I nonchalantly patted my Brillo Pad curls and lowered my voice, trying my best to offer a calming vibe. “Nina, you haven’t breathed in one hundred and sixteen years. You’re a vampire. And we don’t make minimum wage.”
Nina was unmoved. “You breathers are all so literal. Is it lunchtime yet?” She rose up on her toes and peeked over the counter that separated us—non-minimum-wage-making UDA staff—from them—the general demonic public.
“There’s hardly anyone here,” Nina said. “Let’s take a long lunch. Abercrombie is having a sale. And all their male models are topless.” She grinned. “And yummy.”
I looked over the counter and did a sweep of the UDA waiting room. It was crowded, shin to shoulder, with the usual eleven o’clock crowd of minotaurs, gargoyles, Kholog demons, and trolls. I rolled my eyes at Nina, stepped up to the counter, and yelled “Next!”
“Ugh,” Nina said, hopping up onto her stool. “You are no fun.”
By 4 P.M. I had authorized the existence of two immortals, rubbed enough slobber off a hobgoblin’s file to okay his power addition, and de-magicked a Salite witch who was caught trying to torpedo a Carnival cruise after she got salmonella at the captain’s dinner. I glanced at the dwindling line of clients in the waiting room and then out the window, watching the gray of dusk replacing the gray of fall in San Francisco.
“Nina,” I said, leaning over my station. “You’re going to have to grab the rest.” I nodded toward the window. “It’s time to go up.”
Nina blew out a sigh. “Kiss Sampson for me.”
I slid a THIS LANE CLOSED sign across my desk, rummaged through my shoulder bag, and unwrapped a Fruit Roll-Up before heading down the hall toward my boss’s office.

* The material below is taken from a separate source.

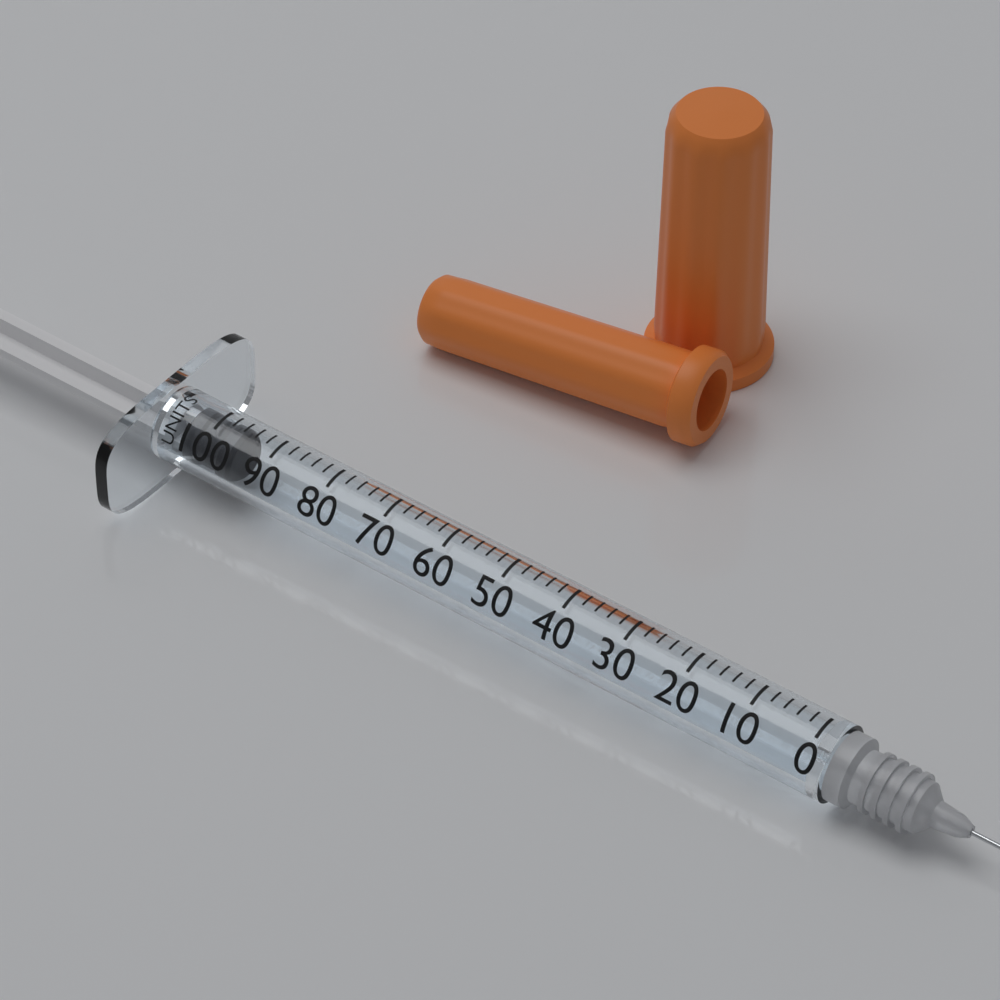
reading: 96 units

“Just another day in the life,” I muttered under my breath as I skirted the microwave-sized hole in the linoleum where a wizard exploded six weeks ago. Really, could operations be that busy?
Like I said, I don’t do magic. Hell, I don’t even know how to program the DVR. I can’t toss lightning bolts (so very witchy) and my flesh-eating abilities are limited to Popeyes Chicken and the occasional veggie burger. I don’t have superhuman strength or immortality or X-ray vision or even a body that looks all that good in a leather bustier (a requirement for the vampire chicks). I have a goldfish named Tipsy (well, had—there was a run-in with a Llhor demon, but that’s a different story) and an old Honda with a dent in the front. I can type eighty words a minute, make a mean pot of coffee, and chain up a full-grown man in thirty-four seconds flat.
That last one is important, since my boss is a werewolf.